The Smallwood Trust

Between December 2020 and May 2021 we are delivered a project that was designed to help visually impaired women to improve their financial literacy and money management skills. It was made possible by a grant from the Covid-19 Frontline Women’s Fund. This is jointly financed by the Smallwood Trust and the Lottery Community Fund. We were delighted to be working with the Smallwood Trust because they have been helping women on low incomes since 1886, which is more than 130 years ago. 

The Smallwood Trust’s mission is to enable women to become financially resilient by equipping them with the skills they need to secure a confident financial future. They provide grants to organisations like Insight Society and work with selected partners to help women overcome financial adversity and to improve their social and emotional well-being.

There are two important sections to the project:

We employed a temporary additional full-time member of staff. We will also recruited 4 additional bilingual volunteers. The grant paid the volunteer’s expenses and training costs and for DBS Disclosures. These additional human resources enabled us to significantly increase the number of home visits that we could make to our Service Users across Birmingham and the Black Country. Our staff, volunteers and directors were often the only people from outside their families that our Service Users meet regularly. Having someone to talk to in confidence about their health, welfare and personal finances was especially important to their financial resilience.

In view of this trend towards social media, part of the project includes appointing a firm of Social Media consultants to assist us to produce a strategy for supporting our Service Users online including a new web site.

The directors of Insight Society were aware that the company need to develop social media-based ways of communicating with our Service Users and to roll these out rapidly. While there is no substitute for a personal visitor the growing number of Service Users needed more support from Insight Society than home visits alone could provide.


THE PROBLEM:
Below are the entries; return every line among them that holds the word "swatch".

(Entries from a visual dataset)
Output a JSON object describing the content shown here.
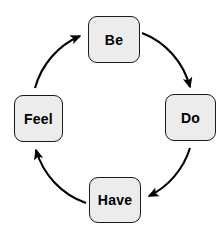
{
  "diagram": {
    "type": "cycle-diagram",
    "direction": "clockwise",
    "background_color": "#ffffff",
    "node_fill_color": "#ececec",
    "node_border_color": "#1a1a1a",
    "arrow_color": "#000000",
    "text_color": "#000000",
    "nodes": [
      {
        "id": "be",
        "label": "Be",
        "position": "top"
      },
      {
        "id": "do",
        "label": "Do",
        "position": "right"
      },
      {
        "id": "have",
        "label": "Have",
        "position": "bottom"
      },
      {
        "id": "feel",
        "label": "Feel",
        "position": "left"
      }
    ],
    "edges": [
      {
        "from": "be",
        "to": "do",
        "arrowhead": "solid-triangle"
      },
      {
        "from": "do",
        "to": "have",
        "arrowhead": "solid-triangle"
      },
      {
        "from": "have",
        "to": "feel",
        "arrowhead": "solid-triangle"
      },
      {
        "from": "feel",
        "to": "be",
        "arrowhead": "solid-triangle"
      }
    ]
  }
}
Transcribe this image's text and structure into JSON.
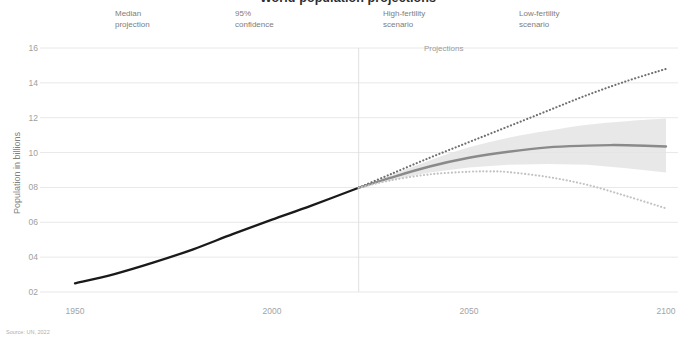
{
  "title": "World population projections",
  "source_note": "Source: UN, 2022",
  "projections_label": "Projections",
  "legend": [
    {
      "key": "median",
      "swatch": "solid-line-swatch",
      "label": "Median\nprojection"
    },
    {
      "key": "confidence",
      "swatch": "blob-swatch",
      "label": "95%\nconfidence"
    },
    {
      "key": "high_fertility",
      "swatch": "dotted-line-swatch",
      "label": "High-fertility\nscenario"
    },
    {
      "key": "low_fertility",
      "swatch": "dotted-light-swatch",
      "label": "Low-fertility\nscenario"
    }
  ],
  "colors": {
    "historical": "#1a1a1a",
    "median": "#8a8a8a",
    "high_fertility": "#6f6f6f",
    "low_fertility": "#c2c2c2",
    "confidence_band": "#e4e4e4",
    "gridline": "#e8e8e8",
    "divider": "#e0e0e0",
    "tick_text": "#a0a0a0"
  },
  "chart_data": {
    "type": "line",
    "title": "World population projections",
    "xlabel": "",
    "ylabel": "Population in billions",
    "xlim": [
      1950,
      2100
    ],
    "ylim": [
      2,
      16
    ],
    "grid": true,
    "legend_position": "top",
    "xticks": [
      "1950",
      "2000",
      "2050",
      "2100"
    ],
    "xtick_values": [
      1950,
      2000,
      2050,
      2100
    ],
    "yticks": [
      "02",
      "04",
      "06",
      "08",
      "10",
      "12",
      "14",
      "16"
    ],
    "ytick_values": [
      2,
      4,
      6,
      8,
      10,
      12,
      14,
      16
    ],
    "annotations": [
      {
        "text": "Projections",
        "x": 2022,
        "y": 15.6
      }
    ],
    "divider_x": 2022,
    "series": [
      {
        "name": "Historical",
        "style": "solid",
        "color": "#1a1a1a",
        "x": [
          1950,
          1960,
          1970,
          1980,
          1990,
          2000,
          2010,
          2022
        ],
        "values": [
          2.5,
          3.03,
          3.7,
          4.45,
          5.32,
          6.15,
          6.96,
          7.98
        ]
      },
      {
        "name": "Median projection",
        "style": "solid",
        "color": "#8a8a8a",
        "x": [
          2022,
          2030,
          2040,
          2050,
          2060,
          2070,
          2080,
          2086,
          2090,
          2100
        ],
        "values": [
          7.98,
          8.55,
          9.2,
          9.7,
          10.05,
          10.3,
          10.4,
          10.43,
          10.42,
          10.35
        ]
      },
      {
        "name": "High-fertility scenario",
        "style": "dotted",
        "color": "#6f6f6f",
        "x": [
          2022,
          2030,
          2040,
          2050,
          2060,
          2070,
          2080,
          2090,
          2100
        ],
        "values": [
          7.98,
          8.75,
          9.7,
          10.6,
          11.5,
          12.4,
          13.3,
          14.1,
          14.8
        ]
      },
      {
        "name": "Low-fertility scenario",
        "style": "dotted",
        "color": "#c2c2c2",
        "x": [
          2022,
          2030,
          2040,
          2050,
          2055,
          2060,
          2070,
          2080,
          2090,
          2100
        ],
        "values": [
          7.98,
          8.4,
          8.75,
          8.9,
          8.92,
          8.88,
          8.6,
          8.15,
          7.5,
          6.8
        ]
      }
    ],
    "confidence_band": {
      "name": "95% confidence",
      "color": "#e4e4e4",
      "x": [
        2022,
        2030,
        2040,
        2050,
        2060,
        2070,
        2080,
        2090,
        2100
      ],
      "upper": [
        7.98,
        8.7,
        9.55,
        10.3,
        10.85,
        11.25,
        11.6,
        11.8,
        11.95
      ],
      "lower": [
        7.98,
        8.4,
        8.85,
        9.15,
        9.3,
        9.35,
        9.3,
        9.1,
        8.85
      ]
    }
  }
}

SOLUTION TO THE PROBLEM:
      "swatch": "solid-line-swatch",
      "swatch": "blob-swatch",
      "swatch": "dotted-line-swatch",
      "swatch": "dotted-light-swatch",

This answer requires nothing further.